Step 3 — Bind properties and v-model correctly
Vue 3 decides per binding whether to set a property or an attribute by checking whether the key exists on the element instance; the .prop modifier forces a property when the heuristic guesses wrong (commonly for object/array data the element has not yet defined at compile time):
.config="configObject"
@value-changed="onChange"
/>
v-model on a custom element expands to a :modelValue prop plus an @update:modelValue listener, which a native element does not implement. For two-way binding against a custom element, bind the value property and the element’s actual event explicitly — :value="x" @input-change="x = $event.detail.value" — rather than relying on v-model’s component contract.
Verification
Confirm the projection at the DOM level, not just visually:
const panel = document.querySelector('app-panel');
// 1. The projected child carries the native slot attribute.
console.log(panel.querySelector('h1').getAttribute('slot')); // "header"
// 2. The shadow slot actually picked it up.

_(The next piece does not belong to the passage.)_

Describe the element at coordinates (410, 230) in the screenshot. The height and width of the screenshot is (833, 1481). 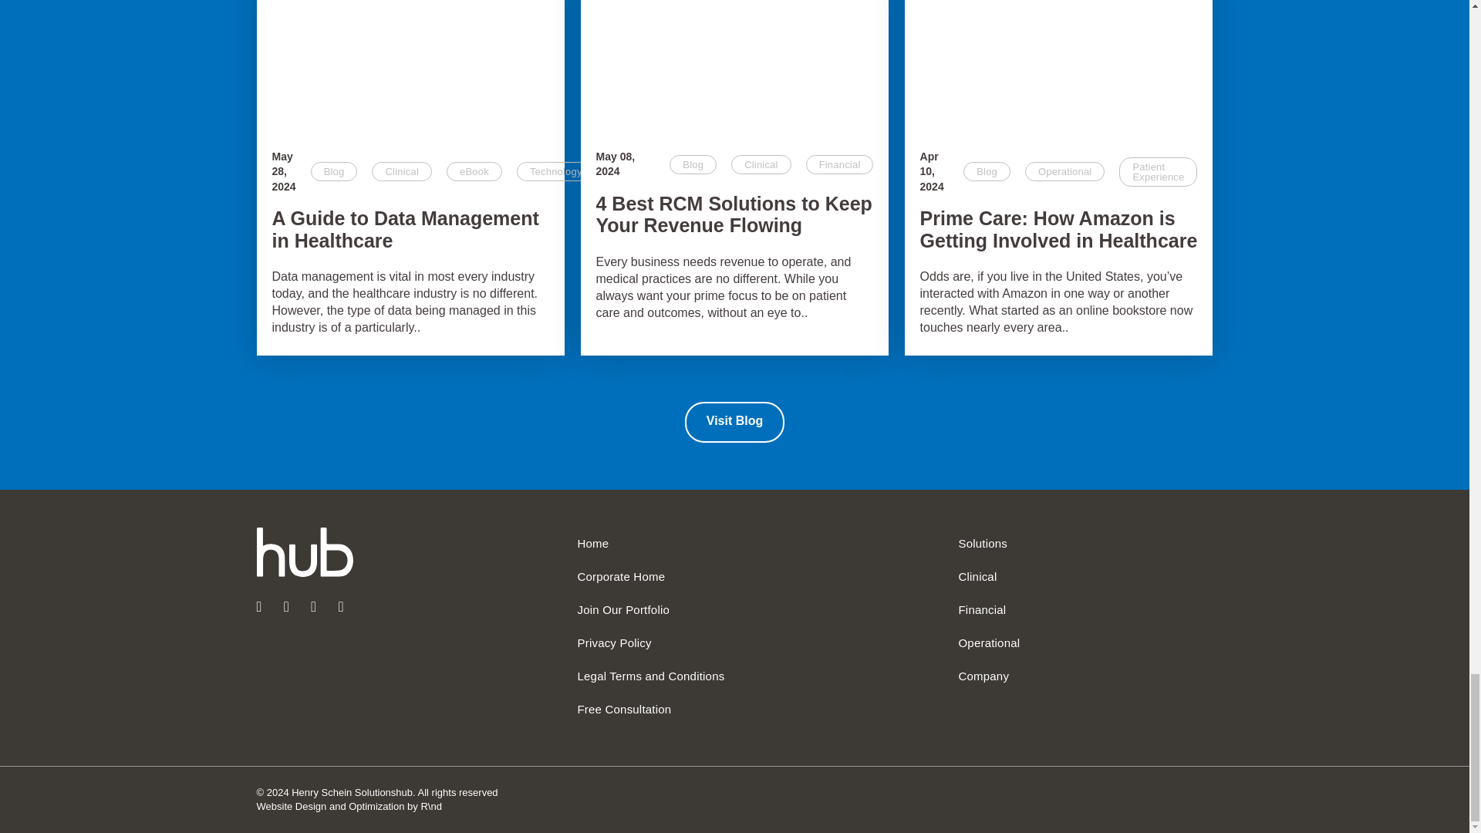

const headerSlot = panel.shadowRoot.querySelector('slot[name="header"]');
console.log(headerSlot.assignedNodes()); // [<h1>Title</h1>] (length 1, not empty)
In Chrome DevTools, expand the host’s shadow root, select the <slot name="header">, and the “assigned nodes” hint confirms the <h1> is slotted. If assignedNodes() is empty while the <h1> exists in the light DOM, the slot attribute is missing or misspelled. If the <h1> does not appear in the light DOM at all, Vue dropped it — you are still using <template #header>.
When to use which approach
| Goal | Correct approach | Avoid |
|---|---|---|
Project into <slot name="x"> |
Native slot="x" on a real child element |
<template #x> (Vue scoped slot) |
| Dynamic slot target | :slot="expr" binding |
Computed Vue slot names |
| Pass an object/array | .prop="value" modifier |
:prop when heuristic stringifies it |
| Pass a string | plain attribute or :attr |
.prop (unnecessary) |
| Two-way value sync | explicit :value + @event |
v-model (expects Vue component contract) |
| Suppress resolve warning | isCustomElement (runtime or plugin) |
leaving it unset |
Use <template #name> only when the child is a genuine Vue component that implements named slots. The moment the target is a native custom element, switch to the slot attribute. Wrapping the element in a Vue component is worthwhile only if you need to expose a Vue-idiomatic slot API to the rest of the app; otherwise the native attribute is simpler and has zero runtime cost. Contract-testing this projection across framework versions is covered in Distribution, Testing & Tooling.
Related
- Framework Integration & Adapters — the parent topic on consuming custom elements in frameworks.
- Bridging Custom Events to React — the analogous event-binding gotcha in React.
- Projecting Angular Content into Web Components — content projection and binding in Angular.
- Event Composition & Bubbling — receiving the element’s events in Vue with
@event. - Core Architecture & Lifecycle Management — the grandparent section.